Teaching (and practising) leadership in sailing
Lessons learned at sea during Regatta 2025, an international sailing and networking event dedicated to European business schools
5' min read
5' min read
Leadership skills and the ability to value others, interpersonal attitudes and the skills to be a good manager (and a good leader) can also be learned outside of a classic training classroom. For example at sea. And if the sea is the mid-May sea of Cala dei Sardi, a marvellous marina in the heart of the Costa Smeralda, between Cala di Volpe and Porto Rotondo, it means having "breathed in" leadership concepts and theorems by participating in Regatta 2025, the international sailing event organised every year by the Sailing Club of Polimi Graduate School of Management. It is an event that combines a passion for sailing and sporting competition (it is still the Italian leg of the MBA Sailing League, a circuit of international regattas featuring more than twenty of the best European business schools) and the opportunity to do learning and networking in an experiential way.
The theme of leadership is one of the glues that marked the activities and sharing moments of the three days, because on J/24 class boats strategy and decision-making are as fundamental aspects as individual skill and respect for roles among the various crew members. Even on cruising boats with experienced skippers on board, the theme of exercising command and directing actions in a targeted manner was central to an approach designed to foster learning and inclusive participation. About a hundred participants took part in this edition, including students, alumni, entrepreneurs and leaders from different continents, and six management training schools competed, namely Instituto De Empresa, London Business School, Bocconi, Oxford, Rotterdam School Of Management, and of course Polimi GSoM.
Paolo Sito, president of the Sailing Club, a former alumnus of the Politecnico business school and the event's master of ceremonies, once again emphasised how sailing is much more than a sport, "an open-air laboratory where leadership, adaptability and team spirit are trained", and how this project was born with the intention of offering the alumni community "a unique context in which to test their skills in a concrete and challenging way".
In an interview with Sole24Ore.com, Sito returned to the personal experience of his master's degree, describing it as 'decisive and very important for his professional career and beyond', and to the 'magic monent' (it was spring 2010) that saw him make the decision to get on a sailing boat for the first time, joining the crew that would represent the MIP (the then business school) of the Milan Polytechnic at an international regatta scheduled a few weeks later in Athens.
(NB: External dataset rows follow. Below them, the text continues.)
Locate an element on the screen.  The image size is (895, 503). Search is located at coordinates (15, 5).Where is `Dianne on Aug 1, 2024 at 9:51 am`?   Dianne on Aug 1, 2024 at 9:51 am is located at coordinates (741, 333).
And that very first regatta, as the manager recalled with a smile, was the opportunity to experience his first lesson in leadership among the waves: "The skipper taught us the concept of knowing how to take responsibility and make strategic decisions, fully transferring to us the meaning of relying on a reference and competent figure in the knowledge that we were in the right hands. The skipper was Ugo Alvazzi Del Frate, still a leading member of the Sailing Club, and his lesson in leadership took place in the cockpit of a boat that had gone in the opposite direction to all the other crews and at the end of the regattas came second out of twenty participating boats. "Genius cannot be questioned, it can only be admired," Sito wrote in a post a few years later recalling that first experience, emphasising how one can also be a leader "with a few words but the right ones" and how "one should not be afraid when one realises one's projects with great awareness".
Rules that Gianfranco Bacchi, president of the Yacht Club Cala dei Sardi and 122nd captain of the Amerigo Vespucci, knows very well, because few people like him are used to living, as he defined them, "in floating communities made up of individuals with different languages". A project like the GSOM Polimi Regatta, he emphasised on the sidelines of the event, 'constitutes an unmissable opportunity to explore interpersonal relationships, read reactions and understand instinctive gestures, because teamwork is not just the fruit of synchronisation but the result of constant work to find that set of gestures and words that allow the mission to be seen from a single perspective'. Indeed, it only took a few minutes of acquaintance with Bacchi, the only one to have commanded the Vespucci for two consecutive years (in the two-year period 2020-2021) and the second to have steered it within the canal and the port of Taranto, to recognise his leadership charisma. "Making strategy," he explained to us on board the Regatta jury boat, "is starting from certain information, and the value of strategy comes from how this information is managed to make the best decisions. An example? All it takes is a stick with a string hanging from it to understand the exact direction of the wind and to position the buoys marking the race course in the most suitable spot.